Doug Henwood wrote:
>
> andie nachgeborenen wrote:
>
> >Those profits do not come from
> >redistributing surplus created by other capitalist's
> >workers. They come from overcharging consumers.
>
> By the way, even though Wal-Mart has very substantial market power,
> it's been using that power to drive down wages & prices. About the
> only major "monopoly" I can think of right now that's overcharging
> consumers is Microsoft - and a lot of its consumers are businesses,
> not individuals.
As I understand it, the whole of the critique of Marx's LTV is that it can't explain prices. And Marx's sort of attempt in Cap III to translate values into prices gives grounds in Marx himself for that critique.
Fredy Perlman (a Marxist-Anarchist), in his Introduction to Rubin, gives a pretty persuasive argument that the theory of surplus value is about the structure of daily life under capitalism, not prices. I give several paragraphs:
The Soviet economic theorist and historian I.I. Rubin suggested a definition of political economy which has nothing in common with the definitions of economics quoted above. According to Rubin, "Political economy deals with human working activity, not from the standpoint of its technical methods and instruments of labor, but from the standpoint of its social form. It deals with production relations which are established among people in the process of production."5In terms of this definition, political economy is not the study of prices or of scarce resources; it is a study of social relations, a study of culture. Political economy asks why the productive forces of society develop within a particular social form, why the machine process unfolds within the context of business enterprise, why industrialization takes the form of capitalist development. Political economy asks how the working activity of people is regulated in a specific, historical form of economy.
The contemporary American definitions of economics quoted earlier clearly deal with different problems, raise different questions, and refer to a different subject matter from that of political economy as defined by Robin. This means one of two things: (a) either economics and political economy are two different branches of knowledge, in which case the "replacement" of political economy by economics simply means that the American practitioners of one branch have replaced the other branch, or (b) economics is indeed the new name for what "used to be called" political economy; in this case, by defining economics as a study of scarcity, prices, and resource allocation, American economists are saying that the production relations among people are not a legitimate subject for study. In this case the economists quoted above are setting themselves up as the legislators over what is, and what is not, a legitimate topic for intellectual concern; they are defining the limits of American knowledge. This type of intellectual legislation has led to predictable consequences in other societies and at other times: it has led to total ignorance in the excluded field of knowledge, and it has led to large gaps and blind spots in related fields of knowledge.
A justification for the omission of political economy from American knowledge has been given by Samuelson. In the balanced, objective language of an American professor, Samuelson says: "A billion people, one-third of the world's population, blindly regard Das Kapital as economic gospel. And yet, without the disciplined study of economic science, how can anyone form a reasoned opinion about the merits or lack of merits in the classical, traditional economics?"6If "a billion people" regard Das Kapital "as economic gospel" it t is clearly relevant to ask why only a few million Americans regard Samuelson's Economics "as economic gospel". Perhaps a balanced objective answer might be that "a billion people" find little that is relevant or meaningful in Samuelson's celebrations of American capitalism and his exercises in two-dimensional geometry, whereas the few million Americans have no choice but to learn the"merits in the classical, traditional economics". Samuelson's rhetorical question ""-'And yet, without the disciplined study of economic science, how can anyone form a reasoned opinion about the merits - is clearly a two-edged sword, since it can be asked about any major economic theory, not merely Samoelson's: and it clearly behooves the student to draw his own conclusion and make his own choice after a "disciplined study" of all the major economic theories, not merely Samuelson's.
Although Samuelson, in his introductory textbook, devotes a great deal of attention to Marx, this essay will show that Samuelson's treatment hardly amounts to a "disciplined study" of Marx's political economy.
The present essay will outline some of the central themes of Marx's political economy, particularly the themes which are treated in Rubin's Essays on Marx's Theory of Value. Robin's book is a comprehensive, tightly argued exposition of the core of Marx's work, the theory of commodity fetishism and the theory of value. Robin clarifies misconceptions which have resulted, and still result, from superficial readings and evasive treatments of Marx's work.
Marx's principal aim was not to study scarcity, or to explain price, or to allocate resources, but to analyze how the working activity of people is regulated in a capitalist economy. The subject of the analysis is a determined social structure, a particular culture, namely commodity-capitalism, a social form of economy in which the relations among people are not regulated directly, but through things. Consequently, "the specific character of economic theory as a science which deals with the commodity capitalist economy lies precisely in the fact that it deals with production relations which acquire material forms." (Rubin, p.47).***** [There may be misprints in this cybertext: I have corrected the citation from Robin to Rubin.]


Required work: Please reproduce every record exactly as written, leaving out the pictures.

Data shown:
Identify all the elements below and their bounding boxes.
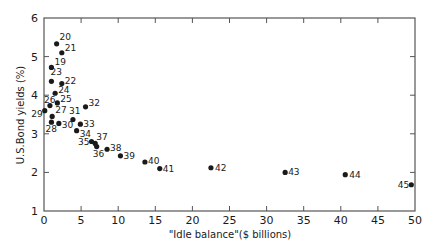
point-label: 37 (96, 132, 107, 142)
point-label: 30 (62, 120, 74, 130)
point-marker-icon (343, 172, 348, 177)
point-marker-icon (118, 153, 123, 158)
point-marker-icon (157, 166, 162, 171)
data-point: 43 (283, 167, 300, 177)
point-label: 23 (50, 67, 61, 77)
data-point: 29 (31, 108, 47, 119)
x-tick-label: 25 (223, 214, 237, 227)
y-tick-label: 2 (31, 166, 38, 179)
point-label: 20 (60, 32, 72, 42)
data-point: 42 (208, 163, 226, 173)
y-tick-label: 6 (31, 12, 38, 25)
point-marker-icon (59, 50, 64, 55)
x-tick-label: 40 (334, 214, 348, 227)
x-tick-label: 10 (111, 214, 125, 227)
point-label: 28 (45, 124, 57, 134)
data-point: 31 (69, 106, 80, 123)
y-tick-label: 1 (31, 205, 38, 218)
point-label: 45 (398, 180, 409, 190)
data-point: 36 (93, 144, 105, 159)
point-marker-icon (83, 104, 88, 109)
point-label: 43 (288, 167, 299, 177)
point-marker-icon (104, 147, 109, 152)
data-point: 23 (49, 67, 62, 84)
point-label: 22 (65, 76, 76, 86)
point-label: 26 (44, 95, 56, 105)
data-point: 44 (343, 170, 361, 180)
data-point: 38 (104, 143, 121, 153)
point-label: 33 (83, 119, 94, 129)
point-label: 38 (110, 143, 122, 153)
y-axis-title: U.S.Bond yields (%) (15, 66, 26, 165)
data-point: 45 (398, 180, 414, 190)
point-marker-icon (283, 170, 288, 175)
x-tick-label: 0 (41, 214, 48, 227)
plot-frame (44, 18, 415, 211)
point-label: 27 (55, 105, 66, 115)
y-tick-label: 3 (31, 128, 38, 141)
point-label: 41 (163, 164, 174, 174)
point-label: 31 (69, 106, 80, 116)
point-marker-icon (50, 114, 55, 119)
data-point: 26 (44, 95, 56, 109)
point-marker-icon (49, 79, 54, 84)
data-point: 27 (50, 105, 67, 119)
data-point: 25 (55, 94, 72, 106)
data-point: 21 (59, 43, 76, 56)
data-point: 41 (157, 164, 174, 174)
point-marker-icon (70, 117, 75, 122)
x-tick-label: 35 (297, 214, 311, 227)
x-tick-label: 15 (148, 214, 162, 227)
scatter-chart: 05101520253035404550123456 1920212223242… (0, 0, 440, 243)
point-label: 25 (60, 94, 71, 104)
data-point: 30 (56, 120, 73, 130)
point-label: 35 (78, 137, 89, 147)
x-tick-label: 5 (78, 214, 85, 227)
data-point: 28 (45, 120, 57, 135)
x-tick-label: 45 (371, 214, 385, 227)
point-label: 29 (31, 109, 43, 119)
plot-border (44, 18, 415, 211)
point-label: 39 (123, 151, 135, 161)
point-marker-icon (78, 122, 83, 127)
x-tick-label: 30 (260, 214, 274, 227)
point-marker-icon (409, 182, 414, 187)
point-label: 32 (89, 98, 100, 108)
point-label: 42 (215, 163, 226, 173)
point-marker-icon (208, 165, 213, 170)
data-point: 40 (142, 156, 159, 166)
point-label: 21 (65, 43, 76, 53)
data-point: 32 (83, 98, 100, 110)
x-tick-label: 20 (185, 214, 199, 227)
point-marker-icon (142, 159, 147, 164)
point-marker-icon (74, 128, 79, 133)
point-marker-icon (56, 121, 61, 126)
point-label: 19 (54, 57, 66, 67)
point-marker-icon (54, 41, 59, 46)
point-marker-icon (42, 108, 47, 113)
point-label: 44 (349, 170, 361, 180)
y-tick-label: 5 (31, 51, 38, 64)
data-points: 1920212223242526272829303132333435363738… (31, 32, 414, 190)
point-label: 40 (148, 156, 160, 166)
y-tick-label: 4 (31, 89, 38, 102)
data-point: 33 (78, 119, 95, 129)
point-label: 36 (93, 149, 105, 159)
data-point: 35 (78, 137, 94, 147)
x-tick-label: 50 (408, 214, 422, 227)
x-axis-title: "Idle balance"($ billions) (169, 229, 292, 240)
data-point: 37 (93, 132, 108, 146)
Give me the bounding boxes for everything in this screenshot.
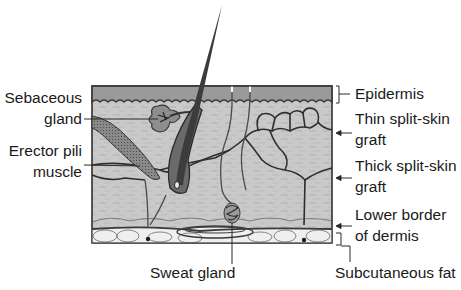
label-thin-line2: graft <box>355 131 450 149</box>
epidermis-bracket <box>336 86 350 103</box>
label-lower-border-of-dermis: Lower border of dermis <box>355 206 446 245</box>
label-sebaceous-line1: Sebaceous <box>0 89 82 107</box>
subcutaneous-bracket <box>336 233 341 245</box>
label-thin-split-skin-graft: Thin split-skin graft <box>355 110 450 149</box>
label-lower-line1: Lower border <box>355 206 446 224</box>
label-epidermis: Epidermis <box>355 85 424 103</box>
label-thin-line1: Thin split-skin <box>355 110 450 128</box>
label-sweat-gland: Sweat gland <box>150 264 235 282</box>
label-erector-line1: Erector pili <box>0 142 82 160</box>
label-lower-line2: of dermis <box>355 227 446 245</box>
epidermis-layer <box>92 86 332 102</box>
label-erector-pili-muscle: Erector pili muscle <box>0 142 82 181</box>
label-sebaceous-gland: Sebaceous gland <box>0 89 82 128</box>
label-erector-line2: muscle <box>0 163 82 181</box>
label-sebaceous-line2: gland <box>0 110 82 128</box>
label-thick-split-skin-graft: Thick split-skin graft <box>355 157 457 196</box>
label-subcutaneous-fat: Subcutaneous fat <box>335 264 456 282</box>
label-thick-line2: graft <box>355 178 457 196</box>
label-thick-line1: Thick split-skin <box>355 157 457 175</box>
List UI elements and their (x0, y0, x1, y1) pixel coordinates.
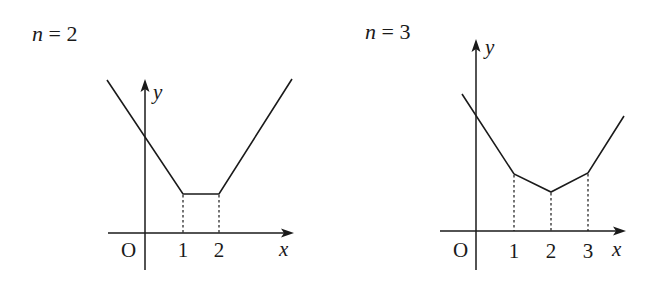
panel-n2: n = 2 y x O 1 2 (32, 21, 294, 270)
function-graph-n3 (462, 94, 624, 192)
function-graph-n2 (107, 79, 292, 194)
tick-label-3: 3 (583, 239, 594, 263)
origin-label: O (453, 238, 468, 262)
x-axis-label: x (278, 237, 289, 261)
y-axis-label: y (151, 80, 163, 104)
panel-title-n2: n = 2 (32, 21, 77, 46)
tick-label-2: 2 (214, 238, 225, 262)
y-axis-label: y (483, 35, 495, 59)
panel-title-n3: n = 3 (365, 19, 410, 44)
tick-label-2: 2 (546, 239, 557, 263)
diagram-canvas: n = 2 y x O 1 2 n = 3 y x O (0, 0, 659, 289)
x-axis-label: x (611, 237, 622, 261)
origin-label: O (121, 238, 136, 262)
tick-label-1: 1 (509, 239, 520, 263)
tick-label-1: 1 (178, 238, 189, 262)
panel-n3: n = 3 y x O 1 2 3 (365, 19, 626, 270)
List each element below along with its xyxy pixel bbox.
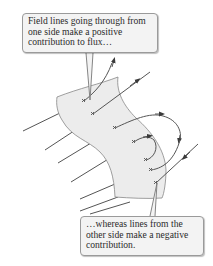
callout-negative-flux-text: …whereas lines from the other side make …	[86, 218, 188, 250]
field-line-back-1	[23, 112, 62, 131]
callout-positive-flux: Field lines going through from one side …	[22, 13, 158, 53]
callout-positive-flux-text: Field lines going through from one side …	[28, 15, 146, 47]
arrow-head-2	[130, 80, 138, 86]
arrow-head-6	[184, 152, 190, 158]
field-line-back-7	[90, 202, 130, 214]
callout-negative-flux: …whereas lines from the other side make …	[80, 216, 204, 256]
field-line-back-6	[80, 197, 118, 211]
field-line-back-5	[80, 184, 115, 199]
field-line-back-4	[71, 158, 110, 182]
field-line-loop-outer	[163, 116, 180, 140]
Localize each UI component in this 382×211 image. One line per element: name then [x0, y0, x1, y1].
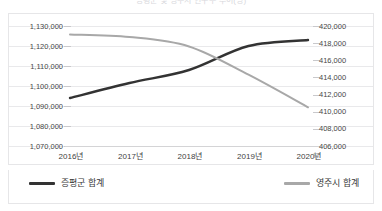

Output of the exercise:
Identify all the elements below and their bounding boxes.
point-label: 37 (96, 132, 107, 142)
point-label: 30 (62, 120, 74, 130)
point-marker-icon (343, 172, 348, 177)
point-marker-icon (118, 153, 123, 158)
point-marker-icon (157, 166, 162, 171)
data-point: 43 (283, 167, 300, 177)
point-label: 23 (50, 67, 61, 77)
data-point: 29 (31, 108, 47, 119)
x-tick-label: 25 (223, 214, 237, 227)
y-tick-label: 2 (31, 166, 38, 179)
point-label: 20 (60, 32, 72, 42)
data-point: 42 (208, 163, 226, 173)
y-tick-label: 6 (31, 12, 38, 25)
point-marker-icon (59, 50, 64, 55)
x-tick-label: 40 (334, 214, 348, 227)
x-tick-label: 10 (111, 214, 125, 227)
point-label: 28 (45, 124, 57, 134)
data-point: 31 (69, 106, 80, 123)
y-tick-label: 1 (31, 205, 38, 218)
point-label: 45 (398, 180, 409, 190)
data-point: 36 (93, 144, 105, 159)
point-marker-icon (83, 104, 88, 109)
point-label: 43 (288, 167, 299, 177)
point-marker-icon (104, 147, 109, 152)
data-point: 23 (49, 67, 62, 84)
point-label: 22 (65, 76, 76, 86)
point-label: 26 (44, 95, 56, 105)
data-point: 44 (343, 170, 361, 180)
data-point: 38 (104, 143, 121, 153)
point-label: 33 (83, 119, 94, 129)
point-label: 38 (110, 143, 122, 153)
y-axis-title: U.S.Bond yields (%) (15, 66, 26, 165)
data-point: 45 (398, 180, 414, 190)
point-marker-icon (283, 170, 288, 175)
x-tick-label: 0 (41, 214, 48, 227)
plot-frame (44, 18, 415, 211)
point-label: 27 (55, 105, 66, 115)
y-tick-label: 3 (31, 128, 38, 141)
point-label: 41 (163, 164, 174, 174)
point-label: 31 (69, 106, 80, 116)
point-marker-icon (50, 114, 55, 119)
data-point: 26 (44, 95, 56, 109)
point-marker-icon (49, 79, 54, 84)
data-point: 27 (50, 105, 67, 119)
data-point: 25 (55, 94, 72, 106)
data-point: 21 (59, 43, 76, 56)
data-point: 41 (157, 164, 174, 174)
point-marker-icon (70, 117, 75, 122)
x-tick-label: 35 (297, 214, 311, 227)
x-tick-label: 15 (148, 214, 162, 227)
scatter-chart: 05101520253035404550123456 1920212223242… (0, 0, 440, 243)
point-label: 25 (60, 94, 71, 104)
data-point: 30 (56, 120, 73, 130)
point-label: 35 (78, 137, 89, 147)
x-tick-label: 5 (78, 214, 85, 227)
data-point: 28 (45, 120, 57, 135)
x-tick-label: 45 (371, 214, 385, 227)
point-label: 29 (31, 109, 43, 119)
plot-border (44, 18, 415, 211)
point-label: 39 (123, 151, 135, 161)
point-marker-icon (78, 122, 83, 127)
x-tick-label: 30 (260, 214, 274, 227)
point-marker-icon (409, 182, 414, 187)
point-label: 32 (89, 98, 100, 108)
point-label: 42 (215, 163, 226, 173)
point-marker-icon (208, 165, 213, 170)
data-point: 40 (142, 156, 159, 166)
point-label: 21 (65, 43, 76, 53)
data-point: 32 (83, 98, 100, 110)
x-tick-label: 20 (185, 214, 199, 227)
point-marker-icon (142, 159, 147, 164)
point-marker-icon (74, 128, 79, 133)
point-marker-icon (56, 121, 61, 126)
point-label: 19 (54, 57, 66, 67)
point-marker-icon (54, 41, 59, 46)
point-marker-icon (42, 108, 47, 113)
point-label: 44 (349, 170, 361, 180)
y-tick-label: 5 (31, 51, 38, 64)
data-points: 1920212223242526272829303132333435363738… (31, 32, 414, 190)
point-label: 40 (148, 156, 160, 166)
y-tick-label: 4 (31, 89, 38, 102)
data-point: 33 (78, 119, 95, 129)
point-label: 36 (93, 149, 105, 159)
data-point: 35 (78, 137, 94, 147)
x-tick-label: 50 (408, 214, 422, 227)
x-axis-title: "Idle balance"($ billions) (169, 229, 292, 240)
data-point: 37 (93, 132, 108, 146)
Give me the bounding boxes for everything in this screenshot.
label-thin-line2: graft <box>355 131 450 149</box>
epidermis-bracket <box>336 86 350 103</box>
label-lower-border-of-dermis: Lower border of dermis <box>355 206 446 245</box>
label-sebaceous-line1: Sebaceous <box>0 89 82 107</box>
subcutaneous-bracket <box>336 233 341 245</box>
label-thin-split-skin-graft: Thin split-skin graft <box>355 110 450 149</box>
label-lower-line1: Lower border <box>355 206 446 224</box>
label-epidermis: Epidermis <box>355 85 424 103</box>
label-thin-line1: Thin split-skin <box>355 110 450 128</box>
label-sweat-gland: Sweat gland <box>150 264 235 282</box>
label-erector-line1: Erector pili <box>0 142 82 160</box>
label-lower-line2: of dermis <box>355 227 446 245</box>
epidermis-layer <box>92 86 332 102</box>
label-erector-pili-muscle: Erector pili muscle <box>0 142 82 181</box>
label-sebaceous-gland: Sebaceous gland <box>0 89 82 128</box>
label-erector-line2: muscle <box>0 163 82 181</box>
label-sebaceous-line2: gland <box>0 110 82 128</box>
label-thick-split-skin-graft: Thick split-skin graft <box>355 157 457 196</box>
label-subcutaneous-fat: Subcutaneous fat <box>335 264 456 282</box>
label-thick-line2: graft <box>355 178 457 196</box>
label-thick-line1: Thick split-skin <box>355 157 457 175</box>
List UI elements and their (x0, y0, x1, y1) pixel coordinates.
panel-n2: n = 2 y x O 1 2 (32, 21, 294, 270)
function-graph-n3 (462, 94, 624, 192)
function-graph-n2 (107, 79, 292, 194)
tick-label-3: 3 (583, 239, 594, 263)
origin-label: O (453, 238, 468, 262)
x-axis-label: x (278, 237, 289, 261)
y-axis-label: y (151, 80, 163, 104)
panel-title-n2: n = 2 (32, 21, 77, 46)
tick-label-2: 2 (214, 238, 225, 262)
y-axis-label: y (483, 35, 495, 59)
panel-title-n3: n = 3 (365, 19, 410, 44)
tick-label-2: 2 (546, 239, 557, 263)
diagram-canvas: n = 2 y x O 1 2 n = 3 y x O (0, 0, 659, 289)
x-axis-label: x (611, 237, 622, 261)
origin-label: O (121, 238, 136, 262)
tick-label-1: 1 (509, 239, 520, 263)
tick-label-1: 1 (178, 238, 189, 262)
panel-n3: n = 3 y x O 1 2 3 (365, 19, 626, 270)
List each element below along with its xyxy pixel bbox.
callout-negative-flux-text: …whereas lines from the other side make …	[86, 218, 188, 250]
field-line-back-1	[23, 112, 62, 131]
callout-positive-flux: Field lines going through from one side …	[22, 13, 158, 53]
callout-positive-flux-text: Field lines going through from one side …	[28, 15, 146, 47]
arrow-head-2	[130, 80, 138, 86]
arrow-head-6	[184, 152, 190, 158]
field-line-back-7	[90, 202, 130, 214]
callout-negative-flux: …whereas lines from the other side make …	[80, 216, 204, 256]
field-line-back-6	[80, 197, 118, 211]
field-line-back-5	[80, 184, 115, 199]
field-line-back-4	[71, 158, 110, 182]
field-line-loop-outer	[163, 116, 180, 140]
Localize each UI component in this 382×211 image. One line per element: name then [x0, y0, x1, y1].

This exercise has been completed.